Ever since assuming office the new minister, Moily, has been going all out reminding of tough decisions to be made as all chinks of the power system delivery need to be resolved.

But his achievements will mean reigning in all erring agencies like PGCIL and states to adhere to grid protocol.

It was for everyone to see how state chief ministers ignored his meeting scheduled for first week of August.

Sources in the Ministry of Power also inform of the responsibility of PGCIL’s subsidiary, Power System Corporation (POSOCO) to efficiently run electricity dispatch centers.

Though investigations are still underway, sources mention that there could well be a case of POSOCO having blundered in directing states to under-draw power or in asking generating plants to reduce supply.

In addition to above, states might have also disregarded POSOCO’s directives and non-payment of dues, to the tune of Rs. 2,000 billion, by states to State Electricity Boards (SEBs) facing bankruptcy is so widely known.

Investigations have firmly established that states had blatantly breached Central Electricity Regulatory Commission’s March warning against overdrawing of power.
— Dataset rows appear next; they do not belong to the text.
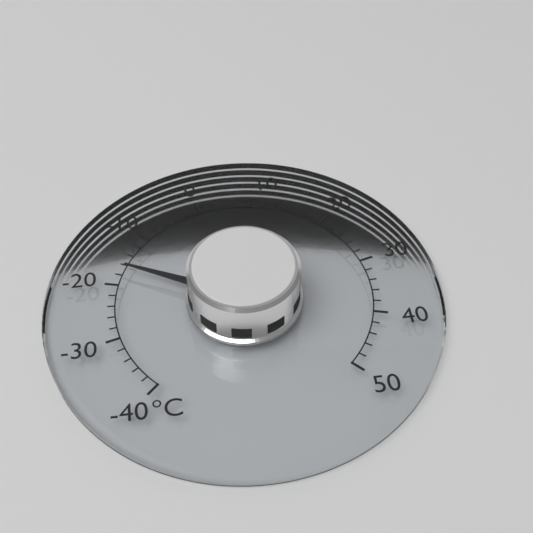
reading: -16 °C
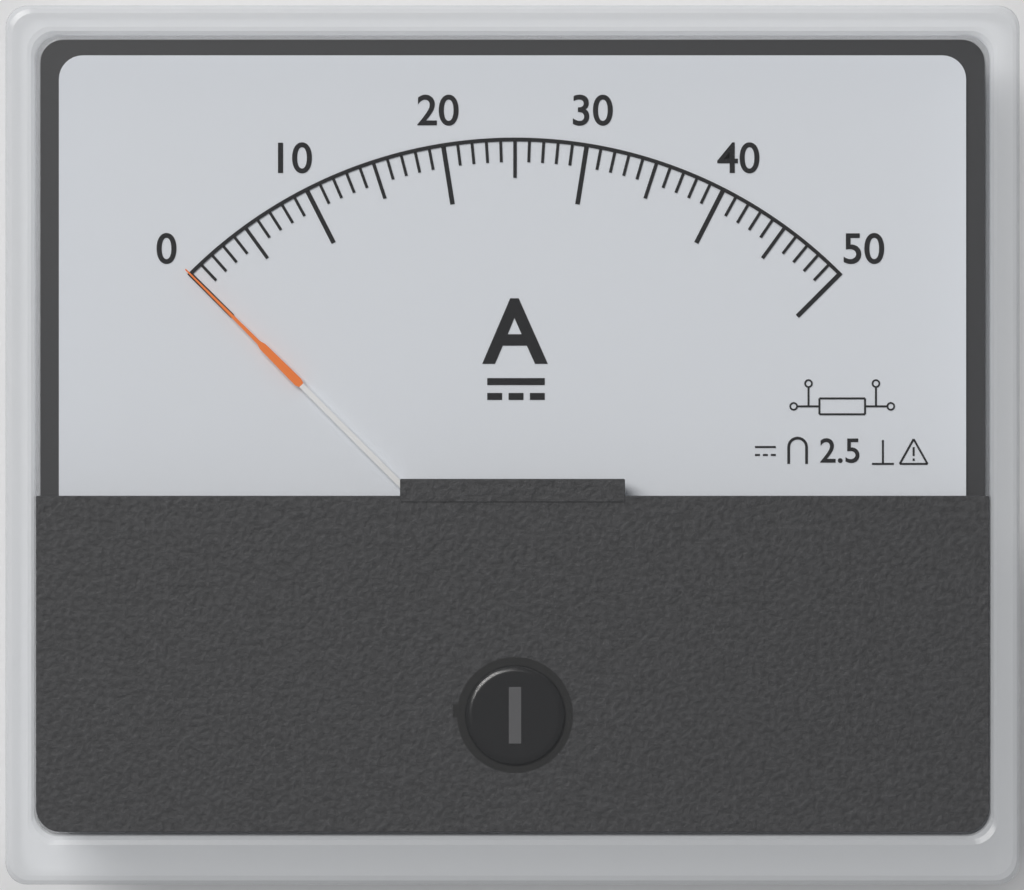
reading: 0 A
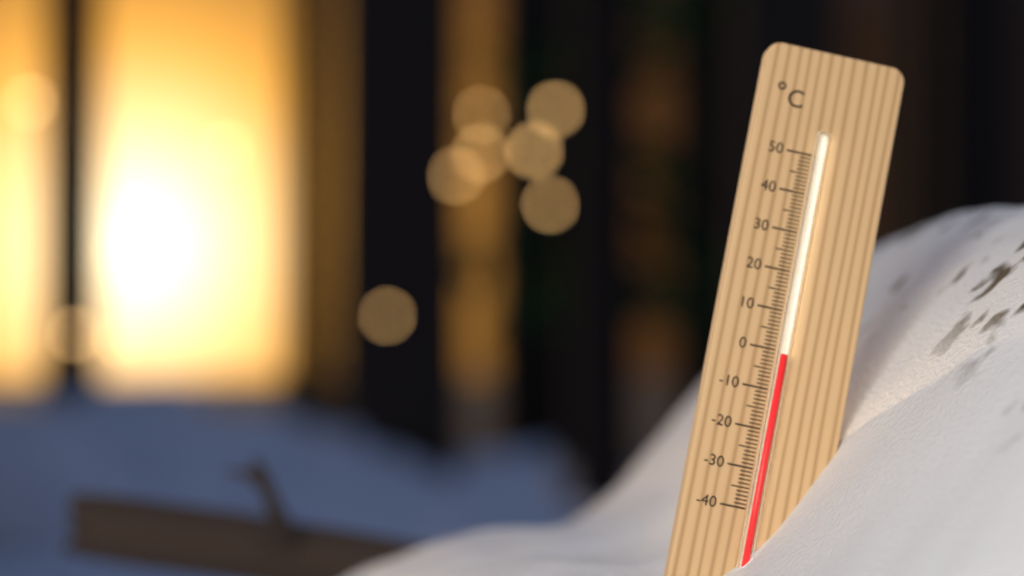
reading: -1 °C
To prevent a recurrence Moily said, “We need to enable provisions in the Electricity Act to imprison state authorities that include officers of the rank of chief secretaries for disobeying orders from grid operators.”

While dealing with this issue one cannot ignore problems affecting supply and demand sides.

India’s chief power generation mix consists of coal, hydro, and nuclear and then some solar, wind and other renewable energy making for a fraction of the total output.

But with more than 66 percent of power capacity fired by coal and prevailing deficits in supply due to stringent environmental rules and fall in production, power plants are operating at 70-80 percent of maximum capacity.

In context of SEBs, revival through conversion of debt into tradable bonds and restructuring, as state government guarantees, form part of recommendations of Planning Commission to Finance Ministry, but they have yet to be implemented.

Similarly there are only talks of need to lower transmission and distribution losses, pegged to 20 to 30 percent, to a more manageable 10 to 15 percent.

As R.K. Bhardwaj, ex-chief advisor to Ministry of Power states, “Given the country’s power potential and best grid codes, it is more of political will that is able to extract discipline from states and power agencies to prevent another power imbroglio.”


Priyanka Bhardwaj is a reporter with Siliconeer. She is based in New Delhi.